The selections and commentaries in the present volume bring out very effectively what is distinctive about Scotus's position on the various ethical and theological issues discussed. After a preliminary section on necessity and contingency, the authors present two long selections on the relation between these notions and ethics. The precept that we should love God above all is, according to the authors, the ‘cornerstone’(p. 8) of Scotus's treatment of ethics, since love of God entails that we love both ourselves and our neighbour. But Scotus holds that the ethical precepts governing our love for things other than God are contingent. The authors argue against the recent interpretation of Thomas Williams, according to which Scotus is a thoroughgoing ethical voluntarist or positivist. The authors maintain that God's nature, as maximally good, acts as a kind of check on the range of things that God can will: ‘Every possible divine act is ethically [sic] good, because all possible decisions of God are situated within the range constituted by his best possible nature’(p. 61). I suspect that the jury is still out on this debate. What is certainly clear is that Scotus does not want God's will to be restrained in any way specifically by the contents of his intellect.

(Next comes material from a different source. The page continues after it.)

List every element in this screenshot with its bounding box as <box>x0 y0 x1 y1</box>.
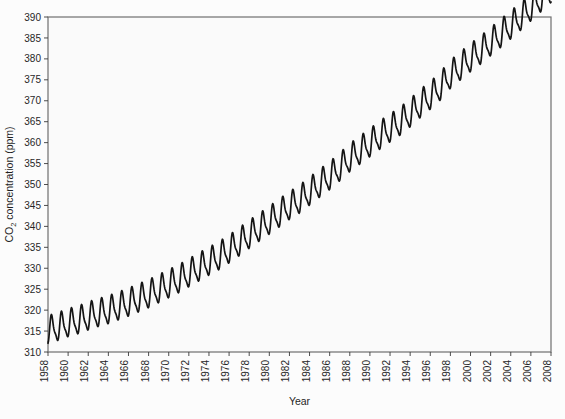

But this is perhaps consistent with positing that the divine nature is the relevant restraining factor. God's will, after all, could be non‐consciously restrained, such that God's freedom does not range over every logically possible state of affairs.

All but the very final selection – about one half of the whole book – consider the question of God's goodness in relation to human salvation: merit, election, and God's permitting reprobation. The authors take a distinctive view on this interpretatively problematic subject. Scotus wants to reject the view that reprobation is undeserved, and to do this he develops a complex theory of divine permission, according to which for God to permit something is for God to will that he abstain from an act of will that would prevent the thing. Reprobation is permitted in this sense: not willed per se, but not willed to be prevented. Election and salvation are not like this, however: these are actively willed by God. This position is designed to avoid the view that God actively wills both election and reprobation prior to foreseen merits. What is not clear is how seriously we are supposed to take the asymmetry. Scotus asserts that God gives to the reprobate ‘natural gifts and the right laws, and common assistance, sufficient for salvation’(p. 169). But if God's active will is required for salvation, these things cannot be ‘sufficient’. According to the authors, God's failure to will (say) Judas's salvation results from Judas's free choice to persist in sin. But Scotus is elsewhere quite clear that making divine knowledge and activity contingent on anything external to God ‘demeans the divine intellect’. These are hard texts, but it would have been helpful to see how the Research Group would build this into their reading.

The final selection is on the procession of the Holy Spirit – an infinite act of divine self‐love. The selection shows how God's will is constrained to love the supreme good (i.e. himself), and how it is that love is at the heart of Scotist theology as well as of his ethics. Overall, a very helpful selection of texts and commentaries, written in a style that will make it useful not only to specialists but also to undergraduates and others interested in an accessible presentation of this distinctive Franciscan theology.